Carper’s Clean Diesel Legislation Passes Senate Bill Would Help Retrofit Old Vehicles With New, Clean-Diesel Engines

WASHINGTON (June 21, 2005) – By a vote of 92-1, the Senate Tuesday night passed legislation sponsored by Sen. Tom Carper, D-Del., that would help reduce pollution from existing diesel engines. The bill, entitled the Diesel Emissions Reduction Act of 2005, was added as an amendment to comprehensive energy legislation currently being debated by the Senate. The diesel legislation, which is cosponsored by Sen. George Voinovich, R-Ohio, would authorize $1 billion over five years to establish a national grant and loan program to help states meet new clean-diesel standards recently approved by the Environmental Protection Agency. Heavy-duty diesel vehicles, such as transit buses and garbage trucks, and off-road vehicles, such as construction equipment and tractors, account for roughly one-half of the country’s nitrogen oxide and particulate matter pollution emitted from mobile sources, like cars. As part of an effort to reduce diesel pollution, the EPA recently finalized new fuel and engine regulations designed to cut emissions from new diesel buses, trucks and off-road vehicles by more than 80 percent compared to year 2000 levels.
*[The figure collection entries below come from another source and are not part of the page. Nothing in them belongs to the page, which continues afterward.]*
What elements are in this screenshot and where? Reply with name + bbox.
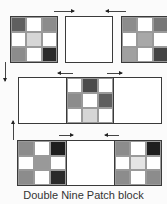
patch-square <box>115 170 130 185</box>
patch-square <box>98 93 113 108</box>
row1-nine-patch-left <box>10 16 58 63</box>
patch-square <box>137 32 152 47</box>
patch-square <box>115 156 130 171</box>
patch-square <box>67 108 82 123</box>
patch-square <box>137 47 152 62</box>
patch-square <box>11 17 26 32</box>
arrow-right-icon <box>59 135 73 136</box>
patch-square <box>42 17 57 32</box>
patch-square <box>130 170 145 185</box>
patch-square <box>146 141 161 156</box>
patch-square <box>146 170 161 185</box>
row2-plain-left <box>18 77 67 124</box>
patch-square <box>146 156 161 171</box>
row3-nine-patch-right <box>114 140 162 186</box>
patch-square <box>18 156 34 171</box>
patch-square <box>67 93 82 108</box>
patch-square <box>11 47 26 62</box>
patch-square <box>82 78 97 93</box>
patch-square <box>82 108 97 123</box>
arrow-right-icon <box>54 11 74 12</box>
patch-square <box>98 108 113 123</box>
patch-square <box>82 93 97 108</box>
patch-square <box>50 141 66 156</box>
row2-nine-patch-center <box>66 77 114 124</box>
patch-square <box>130 156 145 171</box>
arrow-left-icon <box>105 135 119 136</box>
patch-square <box>50 170 66 185</box>
patch-square <box>34 170 50 185</box>
patch-square <box>122 32 137 47</box>
row1-nine-patch-right <box>121 16 167 63</box>
patch-square <box>26 47 41 62</box>
patch-square <box>130 141 145 156</box>
patch-square <box>18 141 34 156</box>
patch-square <box>42 47 57 62</box>
arrow-left-icon <box>106 11 126 12</box>
patch-square <box>42 32 57 47</box>
patch-square <box>34 156 50 171</box>
patch-square <box>67 78 82 93</box>
arrow-up-icon <box>13 121 14 140</box>
figure-caption: Double Nine Patch block <box>0 189 167 201</box>
patch-square <box>153 32 167 47</box>
arrow-down-icon <box>5 62 6 81</box>
patch-square <box>153 17 167 32</box>
patch-square <box>18 170 34 185</box>
patch-square <box>34 141 50 156</box>
row1-plain-square <box>65 16 113 63</box>
patch-square <box>115 141 130 156</box>
patch-square <box>137 17 152 32</box>
row3-nine-patch-left <box>17 140 67 186</box>
patch-square <box>50 156 66 171</box>
patch-square <box>153 47 167 62</box>
patch-square <box>11 32 26 47</box>
arrow-right-icon <box>107 73 122 74</box>
arrow-left-icon <box>58 73 73 74</box>
patch-square <box>26 17 41 32</box>
patch-square <box>122 17 137 32</box>
row3-plain-square <box>66 140 115 186</box>
row2-plain-right <box>113 77 162 124</box>
patch-square <box>26 32 41 47</box>
patch-square <box>98 78 113 93</box>
patch-square <box>122 47 137 62</box>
Unfortunately, the full health and environmental benefits of the new rule won’t be realized for another 25 years because current diesel engines are so durable they last a long time and it’s not always cost-effective to replace them. In order to help states and communities meet the new diesel standards, the Diesel Emissions Reduction Act would authorize a $1 billion federal grant program to help retrofit some of the 11 million existing diesel vehicles with cleaner-burning engines and other environmental technologies. Doing so should help states, like Delaware, meet clean air standards for ozone and other pollutants faster than currently projected. “The EPA’s new diesel rules are a positive step, but we shouldn’t have to wait 25 years to get so-called dirty diesel vehicles off our streets and highways when we’ve got the means to clean them up today,” said Carper, senior Democrat on the Senate’s clean air subcommittee. “This bill will provide the right incentives to help retrofit existing diesel vehicles so that states like Delaware can enjoy cleaner air sooner rather than later.”